Pepe Herrera gestured as if brushing the idea aside. “No, no, the gold is not for me, but for them, for the slave masters. No one needs a special invitation to attend the auction. No, the ticket of admission is a pocketful of gold. Hard cash is the only bona fides required.”
“I’ve got enough to make a fair showing,” Remy said, “with more available for the auction if needed.”
“Good! Shall we go?”
They crossed the plaza, going around the Palacio and continuing north on foot toward the opera house. The grounds were enclosed by an iron-spear fence eight-feet high. A cobblestone road led through the main gates, making a looping drive that curved through the gardens to the foot of the marble stairs, then back out again
“It was made so that the opera patrons could arrive by carriage to the performances. Never used, of course. No opera has ever been staged
at La Casa. No touring company in the world will come to Pago, for fear that their prima donna sopranos and coloraturas will be stolen away and locked in a gilded cage like the veriest songbird,” Herrera said.

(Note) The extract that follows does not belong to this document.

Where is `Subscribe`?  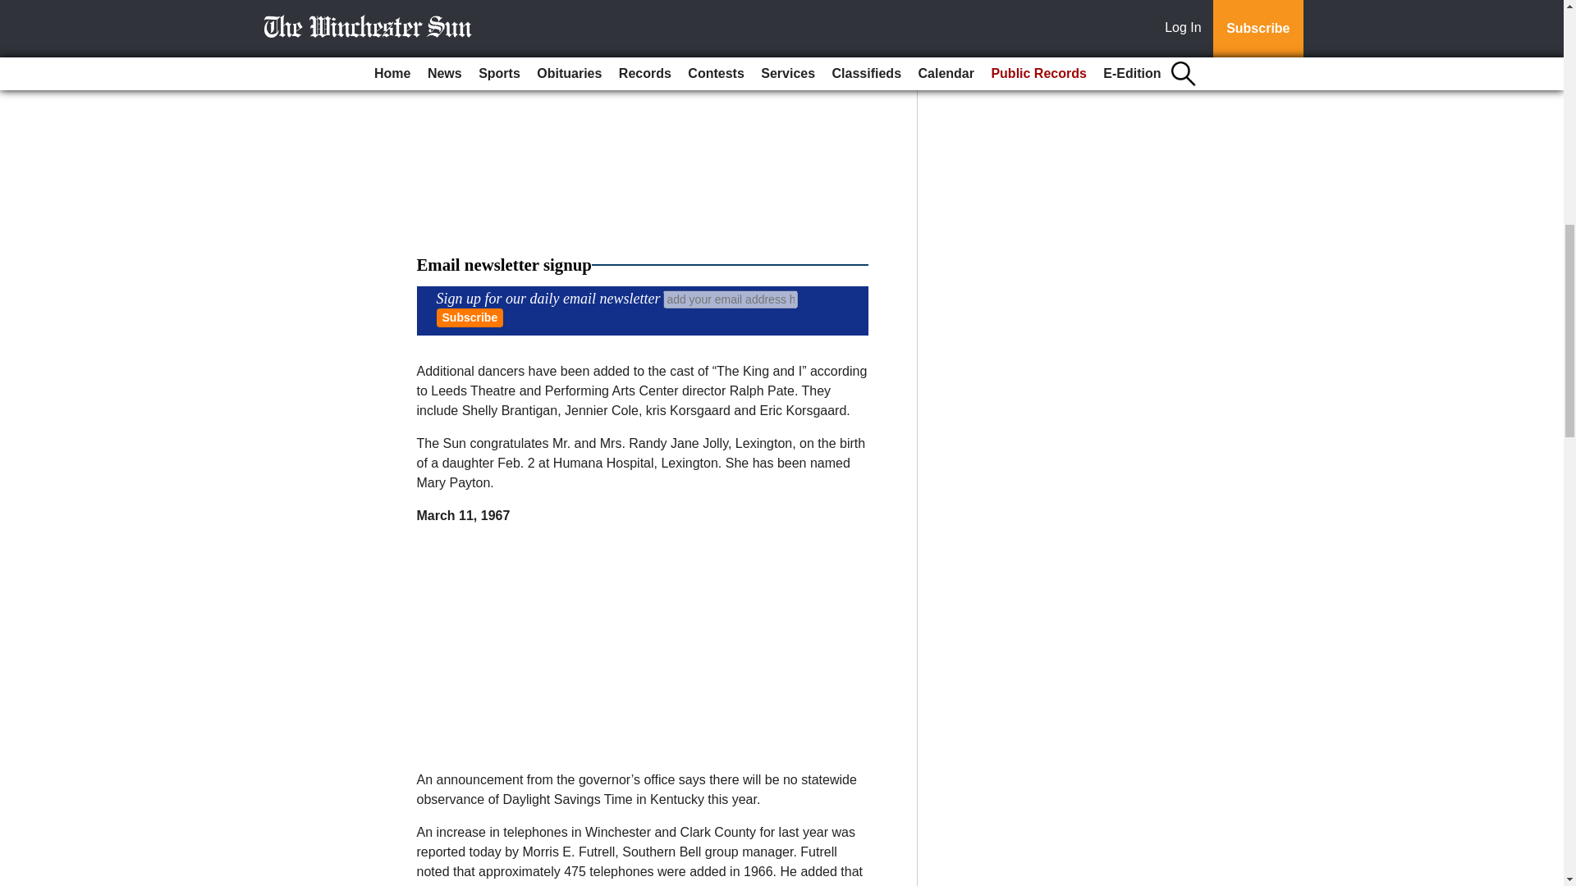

The main gates were open. Inside the gateway on the left stood a guard box.
The guards were two of Don Carlos’s vaqueros, his riders. They looked more like pistoleros than cattle tenders of the ranchero. They were armed with repeating rifles and gun belts.
“Good morning, men,” Herrera said. One grunted in acknowledgment, the other nodded. Herrera swept through the gates without slowing and Sam and Remy kept right up with him.

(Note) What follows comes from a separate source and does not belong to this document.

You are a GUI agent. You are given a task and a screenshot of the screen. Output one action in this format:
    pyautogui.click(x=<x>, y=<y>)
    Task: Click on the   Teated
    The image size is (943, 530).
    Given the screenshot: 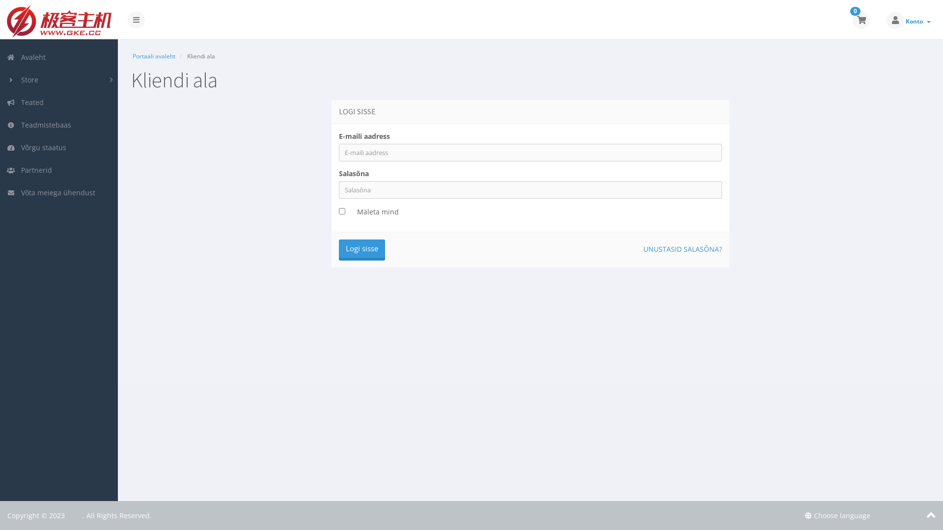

“That was easy,” Remy said.
“It gets harder at the opera house entrance. That is the real test,” Herrera said.
The grounds had once been handsomely landscaped, with lawns, box hedges, flowerbeds, straight and winding paths. There were pieces of marble statuary, nooks with stone alcoves, and small circular ponds.
All were long neglected now. The grass needed cutting, for it was ankle high. Weeds grew in the cracks between paving stones on the garden paths. The hedges needed trimming. The ponds were empty, dried up.
The opera house loomed ahead.
“That’s one of the damnedest things I’ve ever seen. And to find it here in Pago, of all places,” Sam marveled, shaking his head, half appalled, half bemused.
“It looks like a beached whale, a beached marble whale that washed up in the Espinazo,” Remy said.
“We call it La Casa de las Lloronas,” Herrera said.
“The House of Crying Women,” Sam said, nodding.
“Yes, that is how we name it—in private behind locked doors and shuttered windows, to be free of the spies of Don Carlos and Capitán Bravo.”
“That bad, huh? Are the spies so many?”
“Who can say? They don’t wear signs,” Herrera said, shrugging. “That is part of the problem—trust. Who to trust? Is the man sitting at the next table in the cantina working as the eyes and ears of Don Carlos?